By John Tehranian, the Irwin R. Buchalter Professor of Law at Southwestern Law School and the Biederman Entertainment and Media Law Institute in Los Angeles, California, and a founding partner of One LLP.
Shortly after taking office in 2009, President Barack Obama announced that he would end the use of Guantanamo Bay as a detention camp for enemy combatants in the war on terrorism. Although it appears increasingly unlikely that the President will achieve this goal any time in the near future, the eventual closing of the facility would potentially do away with a number of controversial policies. Of those practices, one of the more unusual was the military’s arguably infringing use of music on the prisoners. The soundtrack to Guantanamo Bay, it turns out, was replete with copyrighted songs meant to addle and unnerve, especially on repeat. And, apparently, the government lacked an appropriate license to publicly perform these songs.
As a preliminary matter, the playlist at Guantanamo — at least during the Bush years — was, according to press reports, filled with curious choices. For example, it included Fuck Your God — a particularly bizarre selection considering the Bush Administration’s religiosity and the federal government’s position, through the FCC, on the use of indecent language in other contexts. Guantanamo Bay’s Top Ten List — the songs most frequently played to interrogate prisoners — featured a perverse smorgasbord of heavy metal, children’s music, and (seemingly) patriotic stadium rock:

Perhaps it shouldn't be surprising that the industry that gave us the punch card loom, the direct ancestor of the modern computer, is on the cutting edge of development in IP. U.S. law, however, has long excluded most creative fashion designs from protection, apart from their trademarked labels and logos, even as other major fashion-producing countries have developed design rights. Europe, Japan, and India all have laws that cover fashion design; France has been protecting its celebrated Parisian couture for over a century. American fashion designers have been seeking legal recognition for at least that long, and they are finally poised to achieve it in a way that alters the contours of IP law as well.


(WHAT YOU WILL DO)
Pick out all lines with the word "Nonprofit" from the records that follow.

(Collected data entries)

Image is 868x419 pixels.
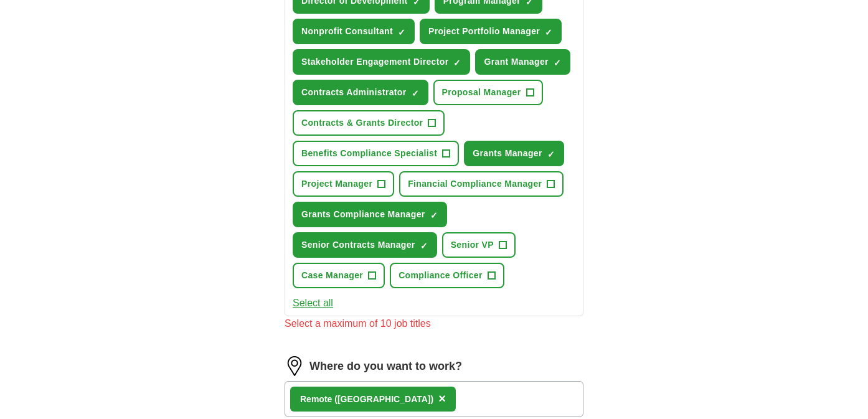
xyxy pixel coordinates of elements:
[442,86,522,99] span: Proposal Manager
[301,208,426,221] span: Grants Compliance Manager
[292,80,429,105] button: Contracts Administrator✓
[399,269,482,282] span: Compliance Officer
[301,177,373,191] span: Project Manager
[439,390,446,409] button: ×
[301,116,423,129] span: Contracts & Grants Director
[292,201,447,227] button: Grants Compliance Manager✓
[439,391,446,405] span: ×
[284,356,305,376] img: location.png
[464,140,565,167] button: Grants Manager✓
[301,25,393,38] span: Nonprofit Consultant
[292,171,394,197] button: Project Manager
[547,149,555,159] span: ✓
[434,80,543,105] button: Proposal Manager
[473,147,543,160] span: Grants Manager
[429,25,540,38] span: Project Portfolio Manager
[545,28,552,37] span: ✓
[292,140,459,167] button: Benefits Compliance Specialist
[421,241,428,251] span: ✓
[554,58,561,68] span: ✓
[292,111,445,136] button: Contracts & Grants Director
[301,147,437,160] span: Benefits Compliance Specialist
[301,239,415,252] span: Senior Contracts Manager
[431,210,438,220] span: ✓
[301,269,363,282] span: Case Manager
[453,58,461,68] span: ✓
[475,49,570,75] button: Grant Manager✓
[408,177,542,191] span: Financial Compliance Manager
[300,393,434,406] div: Remote ([GEOGRAPHIC_DATA])
[451,239,494,252] span: Senior VP
[309,358,462,375] label: Where do you want to work?
[292,263,385,288] button: Case Manager
[292,19,415,44] button: Nonprofit Consultant✓
[442,232,516,258] button: Senior VP
[292,296,333,311] button: Select all
[284,316,584,331] div: Select a maximum of 10 job titles
[390,263,504,288] button: Compliance Officer
[301,55,448,68] span: Stakeholder Engagement Director
[292,232,437,258] button: Senior Contracts Manager✓
[398,28,405,37] span: ✓
[301,86,407,99] span: Contracts Administrator
[412,89,419,98] span: ✓
[399,171,564,197] button: Financial Compliance Manager
[420,19,562,44] button: Project Portfolio Manager✓
[484,55,548,68] span: Grant Manager
[292,49,470,75] button: Stakeholder Engagement Director✓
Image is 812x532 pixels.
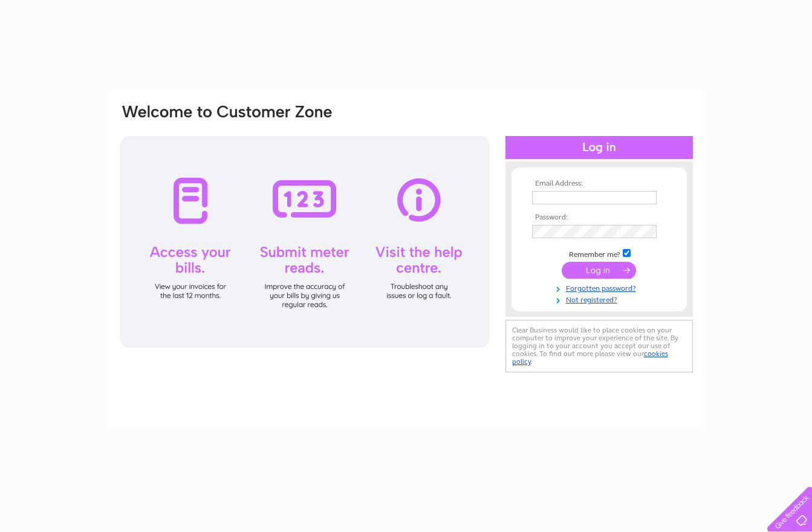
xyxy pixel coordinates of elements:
[512,349,668,366] a: cookies policy
[532,282,669,293] a: Forgotten password?
[506,320,693,372] div: Clear Business would like to place cookies on your computer to improve your experience of the sit...
[532,293,669,305] a: Not registered?
[529,247,669,259] td: Remember me?
[529,213,669,222] th: Password:
[529,179,669,188] th: Email Address:
[562,262,636,279] input: Submit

(ANSWER AREA)
[301,25,393,38] span: Nonprofit Consultant
[292,19,415,44] button: Nonprofit Consultant✓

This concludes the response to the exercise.